M Larsen-Bakk - Sorted
Released: September 16
From the very first few seconds of Sorted, I was intrigued and confused. I was basically compelled by my own weird curiosity to hear all of the album and still didn’t really know anything further by the end. But I can, at the very least, say that I was captivated for the entire album. Briefly explained, the album appears to be rather atonal as a whole (with the possible exception of the final track, which we will get into later) and almost entirely “vocal.” But when I say vocal, don’t think that this is just a collection of acapellas. I mean, it kind of is that but on dissociative drugs. The first track “RIP-FTW Sort Life Gets Sorted” appears to utilize a vocals only rap verse but it’s so glitched out and keeps jumping so randomly and quickly that it is impossible to understand what is being said.

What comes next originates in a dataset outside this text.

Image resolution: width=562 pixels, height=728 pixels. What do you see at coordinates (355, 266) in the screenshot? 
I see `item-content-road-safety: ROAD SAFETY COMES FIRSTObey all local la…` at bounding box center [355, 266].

Most of the album follows this same theme, but makes the weirdest variations of strangely diverse source material. The second track appears to use some kind of old country folk song sang acapella and the third is pretty much completely indecipherable as to what its origins are. Things got quite interesting when it finally came to “Son of True Love’s Hair Starring Revenge of Sequel Patty Jo.” Torn from some odd piece of audio, we get some odd humming interspersed with errant screams and glitching tones. But this hint of tonality is only a teaser for the final track with thirteen minutes of ghostly vocalizations and tones. It still possesses all of the glitchy idiosyncrasies of the rest of the album, but it feels a bit more like a very messed up opera, one in which the actors are all tortured spirits using a broken auto-tune module that can’t quite keep itself in key. It’s a very surreal experience. And while I’m not entirely sure what Larsen-Bakk was conveying, I do know that I was quite captivated by it.